I almost laughed; the statement was so unexpected and so jarringly at odds with my own gloomy musings.  But if I’d laughed he might think that I mocked him, so I held my peace.  “And risking the lives of the rest of you,” I pointed out.

“We do not grudge that, My Lord,” he said, turning a sharp, keen-eyed gaze on me.  “You did what all of us would have done, if we’d had the power and the knowledge.”

Or, my mind added silently, if you’d had a trusting, innocent friend that you could manipulate into doing what he knew he should not do.  I said, “I doubt your families would applaud my actions that heartily, if I had succeeded only in getting all of you drowned.”

“They are not here to make our decisions for us,” Cirion said quietly.  “We are here to do that.  And we must make the best decisions we can, here and now, rather than worrying over what they would think of every action.”

I sighed.  It’s good advice, I told myself.  Advice that perhaps you should remember, whenever you start tormenting yourself over what your brother would have done.

Or over what your father would say.

Cirion looked at me for another moment, then shrugged.  “You can blame yourself for it if it pleases you, My Lord,” he said.  “But I thank you.  For doing what I would have done, if I could.”  He stared into the dimness of the Howe, absently fingering the handle of his axe.  “There is the chance that at the end of this mission I need not pen any letters of condolence.  For that chance, I would risk much.”

We sat in silence, as I turned his words over in my mind.  Finally I nodded.

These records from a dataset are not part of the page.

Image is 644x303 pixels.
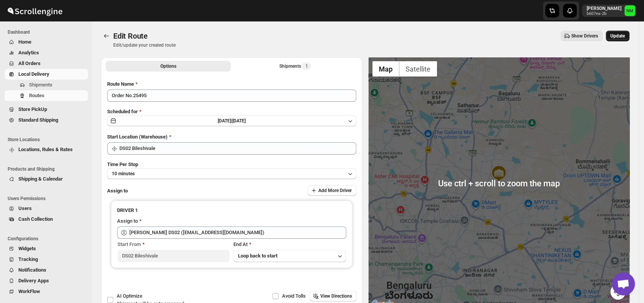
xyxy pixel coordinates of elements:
[18,117,58,123] span: Standard Shipping
[117,217,138,225] div: Assign to
[5,203,88,213] button: Users
[612,272,635,295] a: Open chat
[18,278,49,283] span: Delivery Apps
[18,106,47,112] span: Store PickUp
[107,134,168,139] span: Start Location (Warehouse)
[18,176,63,182] span: Shipping & Calendar
[18,61,40,66] span: All Orders
[233,240,345,248] div: End At
[29,82,53,87] span: Shipments
[18,256,38,262] span: Tracking
[320,293,352,299] span: View Directions
[112,171,135,176] span: 10 minutes
[5,264,88,275] button: Notifications
[586,12,622,16] p: b607ea-2b
[114,42,176,48] p: Edit/update your created route
[107,109,138,114] span: Scheduled for
[282,293,306,298] span: Avoid Tolls
[18,39,32,45] span: Home
[29,93,44,98] span: Routes
[5,47,88,58] button: Analytics
[8,166,88,172] span: Products and Shipping
[101,74,363,299] div: All Route Options
[107,161,138,167] span: Time Per Stop
[5,91,88,101] button: Routes
[18,267,47,272] span: Notifications
[5,286,88,297] button: WorkFlow
[310,290,357,301] button: View Directions
[129,226,346,238] input: Search assignee
[5,37,88,47] button: Home
[218,118,233,124] span: [DATE] |
[6,1,64,20] img: ScrollEngine
[606,31,630,41] button: Update
[238,253,277,258] span: Loop back to start
[18,216,53,222] span: Cash Collection
[8,195,88,201] span: Users Permissions
[399,61,437,76] button: Show satellite imagery
[372,61,399,76] button: Show street map
[18,288,40,294] span: WorkFlow
[5,275,88,286] button: Delivery Apps
[305,63,307,69] span: 1
[571,33,598,39] span: Show Drivers
[107,90,356,102] input: Eg: Bengaluru Route
[107,168,356,179] button: 10 minutes
[160,63,177,69] span: Options
[18,71,50,77] span: Local Delivery
[610,284,626,299] button: Map camera controls
[119,142,356,154] input: Search location
[233,61,358,72] button: Selected Shipments
[233,249,345,262] button: Loop back to start
[8,136,88,142] span: Store Locations
[5,79,88,91] button: Shipments
[233,118,246,124] span: [DATE]
[627,9,634,13] text: NM
[18,205,32,211] span: Users
[5,213,88,224] button: Cash Collection
[5,243,88,253] button: Widgets
[8,235,88,242] span: Configurations
[114,31,147,40] span: Edit Route
[101,31,112,41] button: Routes
[279,62,311,70] div: Shipments
[117,206,346,214] h3: DRIVER 1
[106,61,231,72] button: All Route Options
[307,185,356,196] button: Add More Driver
[107,81,134,87] span: Route Name
[318,187,352,194] span: Add More Driver
[5,144,88,155] button: Locations, Rules & Rates
[107,116,356,126] button: [DATE]|[DATE]
[5,173,88,184] button: Shipping & Calendar
[18,146,73,152] span: Locations, Rules & Rates
[586,6,622,12] p: [PERSON_NAME]
[117,293,143,298] span: AI Optimize
[5,58,88,68] button: All Orders
[18,50,39,55] span: Analytics
[560,31,603,41] button: Show Drivers
[610,33,625,39] span: Update
[624,6,635,16] span: Narjit Magar
[107,187,128,194] span: Assign to
[8,29,88,35] span: Dashboard
[5,253,88,264] button: Tracking
[117,241,141,247] span: Start From
[18,246,36,251] span: Widgets
[583,5,636,17] button: User menu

“Is it your plan that we set out tomorrow morning?” I inquired.

“Aye.  Finn and Buslai seem much improved; by the morrow they should be rested enough to attempt the journey.”

“Good,” I said.  This two days’ delay was maddening to me, but there was no help for it.  I knew that it must be just as maddening to Cirion and the others; to Buslai and Finn as much as to any of us.

The taunting question whispered in my mind, what if Minas Tirith falls and you are not there in time to fight for it?  What if you reach it two days too late, the two days that you spent at Lilla Howe?

I thought of my father’s words in my dream.  That I still had to learn to face the consequences of my failures.

I wondered if that truly meant anything.  If it had some crucial meaning like my father’s dreams, and Faramir’s.  Or if it was just nonsensical ramblings and fears, like anyone else’s dreams.

I wondered if facing my failures had anything to teach me.  Or if failure was merely a challenge to spur one on to victory.

I wondered what I would do, if someday I faced a failure out of which no victory could be gained.

As I stood and crossed to the clothes-line spread out across Lord Lilla’s tomb, I prayed that I would never learn the answer to that question.